EU Finalizes the AI Act with Council Approval
Introduction
The European Union has finalized the AI Act, marking the first comprehensive, cross-sector AI law in a major jurisdiction. With Council approval in place, the regulation now moves into phased implementation across the EU.
The law introduces a risk-based approach that distinguishes between prohibited, high-risk, and lower-risk AI systems while setting compliance expectations for providers and deployers.
Key Points
- Final approval is complete. The Council’s vote locks in the AI Act’s legal adoption.
- Risk tiers define obligations. High-risk systems face strict requirements, while limited-risk tools focus on transparency.
- Prohibited uses are specified. Certain uses of AI are banned outright, such as some forms of social scoring.
- Implementation is phased. Different provisions apply on staggered timelines after entry into force.
- Enforcement is EU-wide. National authorities and EU bodies share supervisory roles.
How To
1) Map your systems to risk tiers
Inventory all AI systems and classify them against the AI Act’s prohibited, high-risk, limited-risk, and minimal-risk categories. This classification determines your most urgent compliance obligations.
2) Build a compliance roadmap
Create a roadmap that sequences high-risk requirements such as risk management, data governance, and human oversight before lower-risk actions. Assign owners and milestones so compliance work is measurable.
3) Strengthen documentation
Strengthen documentation with model cards, data lineage, and testing evidence that can support conformity assessments. Documentation is often the biggest gap for teams moving fast.
4) Train business owners
Train product and business owners on AI Act obligations so compliance is built into roadmap decisions. Procurement teams should understand vendor obligations as well.
5) Monitor regulatory guidance
Monitor guidance from EU bodies and national regulators, plus emerging harmonized standards. Update your controls as technical standards clarify enforcement expectations.
Conclusion
The AI Act signals a new global baseline for AI governance. Organizations that move early to classify systems and operationalize compliance will be better positioned as enforcement begins.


### YOUR ASSIGNMENT
Please tally how many lines in the entries below include the word "image", giving only the number.

[Start of section]

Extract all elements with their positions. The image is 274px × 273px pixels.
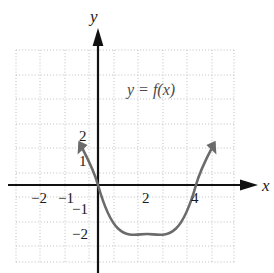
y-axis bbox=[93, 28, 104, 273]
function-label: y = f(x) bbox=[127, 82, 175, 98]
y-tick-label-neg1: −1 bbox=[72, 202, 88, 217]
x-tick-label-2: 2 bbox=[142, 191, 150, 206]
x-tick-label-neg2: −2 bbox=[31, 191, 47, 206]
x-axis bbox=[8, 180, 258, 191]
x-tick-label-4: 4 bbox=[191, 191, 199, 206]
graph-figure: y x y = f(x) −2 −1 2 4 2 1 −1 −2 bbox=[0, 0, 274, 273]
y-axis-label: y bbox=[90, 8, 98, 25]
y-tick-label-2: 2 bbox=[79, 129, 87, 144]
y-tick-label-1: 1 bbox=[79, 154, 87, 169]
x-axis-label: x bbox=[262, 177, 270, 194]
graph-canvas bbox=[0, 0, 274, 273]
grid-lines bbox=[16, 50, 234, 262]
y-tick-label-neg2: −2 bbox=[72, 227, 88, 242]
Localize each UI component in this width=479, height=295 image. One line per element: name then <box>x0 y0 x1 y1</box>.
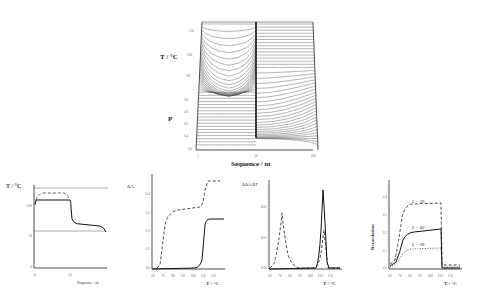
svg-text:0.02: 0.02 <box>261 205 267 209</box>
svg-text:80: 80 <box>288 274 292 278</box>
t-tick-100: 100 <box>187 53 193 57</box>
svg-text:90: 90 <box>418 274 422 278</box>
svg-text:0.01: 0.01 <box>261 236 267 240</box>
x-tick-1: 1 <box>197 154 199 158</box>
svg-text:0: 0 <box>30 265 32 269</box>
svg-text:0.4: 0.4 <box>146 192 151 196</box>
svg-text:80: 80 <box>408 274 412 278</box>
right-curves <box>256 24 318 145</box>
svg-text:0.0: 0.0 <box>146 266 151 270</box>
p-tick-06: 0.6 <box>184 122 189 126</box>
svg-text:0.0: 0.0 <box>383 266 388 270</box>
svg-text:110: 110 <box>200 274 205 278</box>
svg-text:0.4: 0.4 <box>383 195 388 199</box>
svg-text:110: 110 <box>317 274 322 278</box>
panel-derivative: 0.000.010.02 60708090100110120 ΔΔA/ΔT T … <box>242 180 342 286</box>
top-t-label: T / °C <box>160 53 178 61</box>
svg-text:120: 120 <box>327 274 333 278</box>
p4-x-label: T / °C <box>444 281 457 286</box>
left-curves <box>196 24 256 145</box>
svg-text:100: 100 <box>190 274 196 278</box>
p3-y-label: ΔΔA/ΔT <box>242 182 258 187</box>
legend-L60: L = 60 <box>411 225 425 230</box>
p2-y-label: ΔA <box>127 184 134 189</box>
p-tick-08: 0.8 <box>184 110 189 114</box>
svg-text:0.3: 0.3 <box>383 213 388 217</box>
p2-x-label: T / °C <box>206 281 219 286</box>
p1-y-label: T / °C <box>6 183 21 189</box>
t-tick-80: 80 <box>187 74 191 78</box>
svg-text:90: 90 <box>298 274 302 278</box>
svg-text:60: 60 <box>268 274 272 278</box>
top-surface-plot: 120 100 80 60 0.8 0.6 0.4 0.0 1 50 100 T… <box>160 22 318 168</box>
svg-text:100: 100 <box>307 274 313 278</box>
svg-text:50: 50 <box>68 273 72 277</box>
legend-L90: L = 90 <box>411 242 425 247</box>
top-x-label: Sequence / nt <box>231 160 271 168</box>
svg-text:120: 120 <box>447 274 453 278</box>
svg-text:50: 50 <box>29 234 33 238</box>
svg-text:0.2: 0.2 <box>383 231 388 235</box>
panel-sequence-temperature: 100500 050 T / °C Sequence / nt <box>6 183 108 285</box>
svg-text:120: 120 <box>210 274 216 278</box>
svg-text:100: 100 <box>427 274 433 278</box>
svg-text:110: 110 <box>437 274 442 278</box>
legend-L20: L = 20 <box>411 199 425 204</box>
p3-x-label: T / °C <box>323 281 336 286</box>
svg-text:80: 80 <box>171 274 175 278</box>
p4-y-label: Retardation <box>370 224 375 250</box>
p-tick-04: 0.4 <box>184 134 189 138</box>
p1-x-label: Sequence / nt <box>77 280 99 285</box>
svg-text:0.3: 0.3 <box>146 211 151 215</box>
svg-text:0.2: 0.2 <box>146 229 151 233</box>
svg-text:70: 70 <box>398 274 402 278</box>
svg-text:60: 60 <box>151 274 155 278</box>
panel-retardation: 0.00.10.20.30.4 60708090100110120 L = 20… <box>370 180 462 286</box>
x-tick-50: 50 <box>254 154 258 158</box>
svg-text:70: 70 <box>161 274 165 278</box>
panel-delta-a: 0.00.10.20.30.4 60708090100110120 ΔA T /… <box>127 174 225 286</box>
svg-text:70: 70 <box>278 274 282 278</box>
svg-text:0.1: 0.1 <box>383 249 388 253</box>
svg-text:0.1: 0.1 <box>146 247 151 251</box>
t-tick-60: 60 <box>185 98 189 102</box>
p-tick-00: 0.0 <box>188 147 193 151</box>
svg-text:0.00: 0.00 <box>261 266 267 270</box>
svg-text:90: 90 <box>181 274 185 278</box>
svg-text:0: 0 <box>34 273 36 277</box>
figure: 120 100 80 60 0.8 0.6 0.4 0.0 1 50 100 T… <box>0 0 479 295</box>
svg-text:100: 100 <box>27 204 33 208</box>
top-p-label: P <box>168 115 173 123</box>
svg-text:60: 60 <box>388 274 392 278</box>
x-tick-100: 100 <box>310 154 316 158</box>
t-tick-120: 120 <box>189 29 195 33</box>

[End of section]
[Start of section]

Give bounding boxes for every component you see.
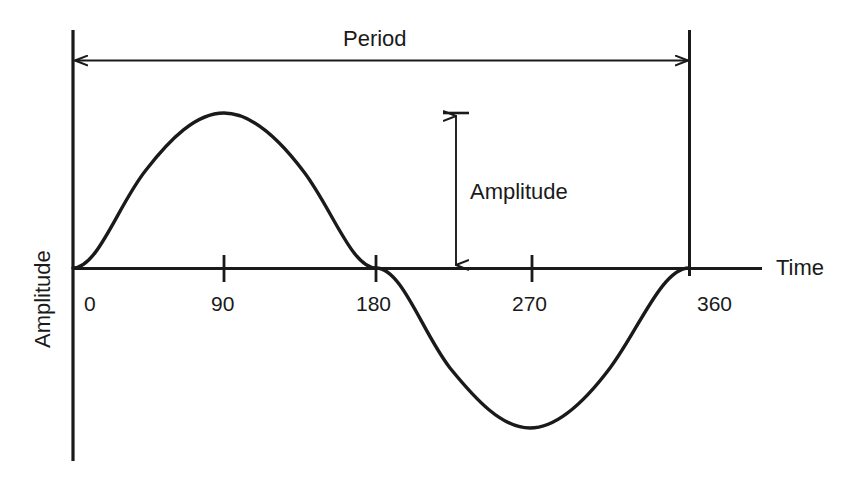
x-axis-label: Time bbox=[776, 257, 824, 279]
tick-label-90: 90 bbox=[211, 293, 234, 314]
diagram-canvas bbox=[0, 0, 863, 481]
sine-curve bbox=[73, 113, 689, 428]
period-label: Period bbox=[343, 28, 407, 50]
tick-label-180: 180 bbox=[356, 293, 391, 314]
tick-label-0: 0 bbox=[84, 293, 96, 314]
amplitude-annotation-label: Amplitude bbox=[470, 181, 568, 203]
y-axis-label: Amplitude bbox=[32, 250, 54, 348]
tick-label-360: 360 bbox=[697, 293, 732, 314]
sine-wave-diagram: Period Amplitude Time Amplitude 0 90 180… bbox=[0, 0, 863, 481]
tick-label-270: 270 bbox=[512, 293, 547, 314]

[End of section]

### OUTPUT FOR THIS TASK
2